I don't think most of those, even history teachers, actually knew that they're teaching a faked or biased history. Nor that they'd think, basically, "I wouldn't use a history book from country X because their bias is different from ours and it wouldn't sell." They thought more along the lines of "OMG, the people from country X are a bunch of evil liars! They still teach that province Y was originally theirs! They even print historical maps where it's painted as theirs!" (Never mind that at that point in history it actually was "theirs".)
Or as other examples, look at how the Crusades are perceived differently by different people. Or how Napoleon is a national hero to the French and almost an archvillain for some other people. Etc.
I guess what I'm trying to say is that the whole point about having a bias is that you're unaware of it. You don't think "man, I'm from country X, I guess I have no choice but to be biased against country Y. Let's see which history books fit my bias." If you can think in those terms, you're already unbiased and rational about it.

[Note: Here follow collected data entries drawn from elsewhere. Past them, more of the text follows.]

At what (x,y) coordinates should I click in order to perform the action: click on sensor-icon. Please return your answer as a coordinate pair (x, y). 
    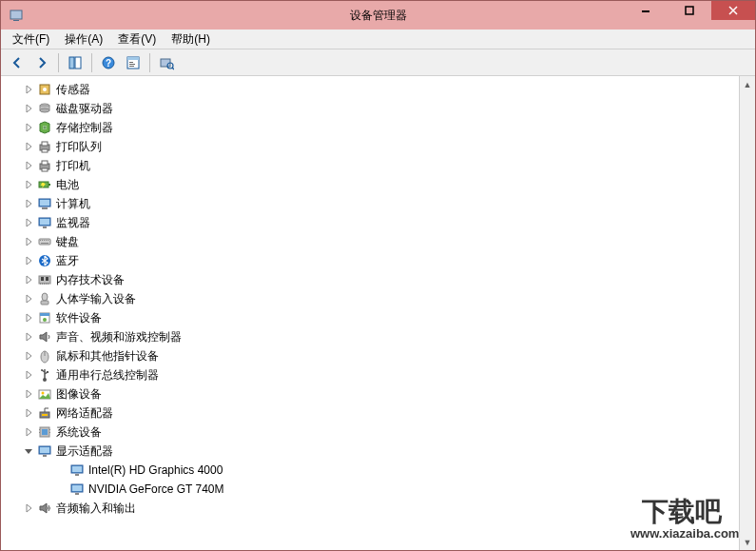
    Looking at the image, I should click on (45, 89).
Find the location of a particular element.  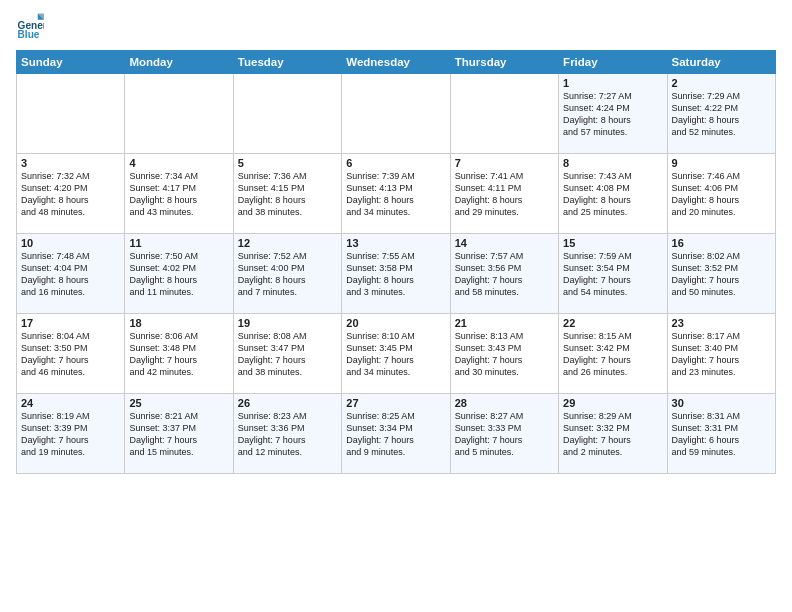

day-info: Sunrise: 7:41 AM Sunset: 4:11 PM Dayligh… is located at coordinates (504, 194).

Being biased is more like already knowing something to be true, and looking for the sources that fit that pre-defined truth.
A polar bear is a cartesian bear after a coordinate transform.
There is a series of tutorials dealing with this very topic. Start with:
You Suck at PhotoShop.
Have gnu, will travel.
The only problem is that Polaroid is abandoning the kind if camera it is famous for. They're willing to license the technology to other companies, however, so it's not necessarily over.
News article from the NY Times here:
http://thelede.blogs.nytimes.com/2008/02/08/polaroid-abandons-instant-photography/
You might not be able to tell, but a mathematician probably can.
Basically the idea is that if you open up a JPG, and then save it, the overall quality of the image deteriorates in a non-linear fashion with repeated saves. So, if you resave the image at 95% quality, and introduce a known error, then compare that against the original, the deterioration in quality should be homogeneous throughout the image. If not, the image is a composition from multiple sources. Check out slides 42 and 43 in the linked PDF file.
You can get around this, but you need to be VERY careful. Ideally you'd want to start out with raw images, and do all your manipulation saves/loads in some lossless format. Any kind of painting or blending in the image would have to be done carefully, as well, as it would be easy to produce a region of superior quality pixels that would show up in this kind of analysis.